Euro 2012: UEFA 2012 Gets Off to Rocky Start With Racial Slurs and Attacks

Culture

The 2012 UEFA European Football Championship, the 14th European Championship for national football teams organized by UEFA and hosted by Poland and Ukraine between June 8 and 1 July 2012, got to a rocky start.

Czech Republic defender Theodor Gebre Selassie, who is of both Czech and Ethiopian descent, was the victim of “monkey chants” when his country's defeated Russia after one of the inaugural matches, with the Fare (Football Against Racism in Europe) network confirming the "fleeting" racist abuses against Czech Republic’s lone black player.

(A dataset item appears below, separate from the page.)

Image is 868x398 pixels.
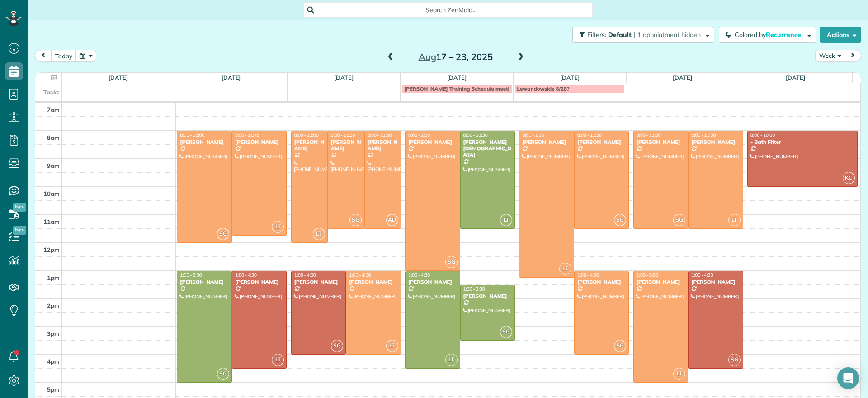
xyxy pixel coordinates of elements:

UEFA reportedly asked Fare to help appoint expert spotters to report further offensive banners, chants and behavior in stadiums during the rest of the tournament, as it was not the first time that black players were said to have been subjected to monkey chants in Poland (members of the Holland squad were allegedly racially abused during a training session in Krakow).

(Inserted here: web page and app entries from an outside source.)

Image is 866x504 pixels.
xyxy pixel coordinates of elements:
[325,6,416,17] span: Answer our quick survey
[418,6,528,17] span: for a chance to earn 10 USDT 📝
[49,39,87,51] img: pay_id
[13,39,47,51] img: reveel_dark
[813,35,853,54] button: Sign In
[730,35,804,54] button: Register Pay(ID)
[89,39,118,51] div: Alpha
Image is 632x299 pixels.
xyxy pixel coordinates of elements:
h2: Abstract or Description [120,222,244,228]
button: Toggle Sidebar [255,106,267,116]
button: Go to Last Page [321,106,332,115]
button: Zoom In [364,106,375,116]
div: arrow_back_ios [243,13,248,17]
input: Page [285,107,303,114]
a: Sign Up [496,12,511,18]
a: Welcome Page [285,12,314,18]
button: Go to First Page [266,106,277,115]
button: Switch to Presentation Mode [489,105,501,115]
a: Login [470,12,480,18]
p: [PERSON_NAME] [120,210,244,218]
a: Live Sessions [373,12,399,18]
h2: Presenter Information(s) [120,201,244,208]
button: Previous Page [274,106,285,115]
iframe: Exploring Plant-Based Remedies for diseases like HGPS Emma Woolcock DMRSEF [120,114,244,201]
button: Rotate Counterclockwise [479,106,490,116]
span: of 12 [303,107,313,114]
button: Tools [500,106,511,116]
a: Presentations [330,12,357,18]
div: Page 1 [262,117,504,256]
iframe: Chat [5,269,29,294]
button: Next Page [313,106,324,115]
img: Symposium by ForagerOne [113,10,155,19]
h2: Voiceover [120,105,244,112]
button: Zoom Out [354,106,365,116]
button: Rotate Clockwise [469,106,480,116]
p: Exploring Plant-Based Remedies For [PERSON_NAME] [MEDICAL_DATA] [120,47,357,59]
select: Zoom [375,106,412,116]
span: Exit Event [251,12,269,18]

In the meantime, violence also erupted at the Russia-Czech Republic game when a group of flight attendants were attacked by large group of fans in a walkway, allegedly because one of them denounced some Russian fans who were throwing firecrackers into the field. 

UEFA continued trying to do damage control by releasing a statement in which it described the “brief and isolated incident involving a small group” who attacked “a handful of stewards.” They claim the situation was quickly and efficiently brought under control.

I’m sure that’s not what the flight attendants who were reportedly kicked in the head and then brought to the hospital are thinking right now.

The incidents, during which witnesses have reported seeing Russian fans flying Russian Empire flags, highlight the tensions between Russia’s two ex-Soviet neighbors (Ukraine and Poland) as they try to steer away from their former empire’s influence and seek to forge closer ties with Western Europe.